After making new allocations to reserves, Deutsche Apotheker- und Ärztebank (apoBank) completed the first six months of 2016 with a net profit of €30.4 million, thus exceeding the level of the previous year’s period (30 June 2015: €27.4 million).
Due to the low interest rates, the operating result decreased as expected, to €77.8 million (30 June 2015: €88.2 million). Herbert Pfennig, Spokesman of the Board of Directors of apoBank: "Even in the face of increasing earnings pressure because of the difficult environment, we are continuing to expand our customer business. We see increasing customer numbers and our growing lending business as a sign that our customers trust us and value our advisory expertise," he continued.
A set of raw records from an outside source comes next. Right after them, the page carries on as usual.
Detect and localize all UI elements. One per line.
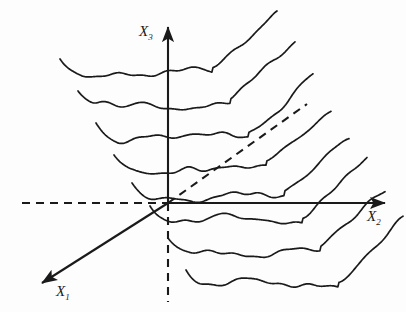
figure-vector-layer xyxy=(0,0,406,312)
axis-label-x3-base: X xyxy=(139,23,148,39)
axis-label-x1-base: X xyxy=(56,283,65,299)
axis-x1-line xyxy=(42,203,168,283)
surface-curve-2 xyxy=(78,42,295,110)
x1-negative-dashed-diagonal xyxy=(168,104,307,203)
axis-label-x1: X1 xyxy=(56,283,70,302)
surface-curve-6 xyxy=(150,158,367,224)
axis-label-x2-subscript: 2 xyxy=(376,217,381,227)
surface-curve-4 xyxy=(114,111,331,174)
curve-sheaf xyxy=(60,11,403,287)
axis-label-x3: X3 xyxy=(139,23,153,42)
surface-curve-3 xyxy=(96,74,313,144)
axes-lines xyxy=(42,27,385,283)
axis-label-x2-base: X xyxy=(367,208,376,224)
axis-label-x3-subscript: 3 xyxy=(148,32,153,42)
axis-label-x2: X2 xyxy=(367,208,381,227)
figure-canvas: X1 X2 X3 xyxy=(0,0,406,312)
axis-label-x1-subscript: 1 xyxy=(65,292,70,302)
surface-curve-5 xyxy=(132,139,349,203)
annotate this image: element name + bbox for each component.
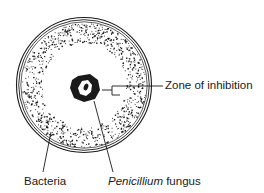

Customer numbers rose in the first six months from 397,000 to 406,000, while membership grew to 108,382 (31 December 2015: 107,768 members). apoBank expanded its loan portfolio by €0.7 billion to €28.5 billion. Here, apoBank maintained its leading position in start-up financing in spite of a nationwide drop in the number of start-ups established in the outpatient healthcare market. Pfennig: "We continue to do our utmost to encourage healthcare professionals to set up practices and to lose their reservations." With this in mind, apoBank further expanded its product range for healthcare professionals, most recently by adding the special loan programme 'Exi500'.
In the reporting period, apoBank’s equity situation remained comfortable. The regulatory capital ratios, already at a high level, rose again slightly. The common equity tier 1 ratio rose by 0.8 percentage points to 22.8 percent, the total capital ratio to 26.4% (31 December 2015: 26.1%). Even the adverse scenario of the joint stress test with a (fully loaded) CET1 ratio of 16.9% carried out by the EBA and the ECB resulted in a good outcome for apoBank. This once more makes apoBank one of the best banks among those whose ratios were published by the EBA.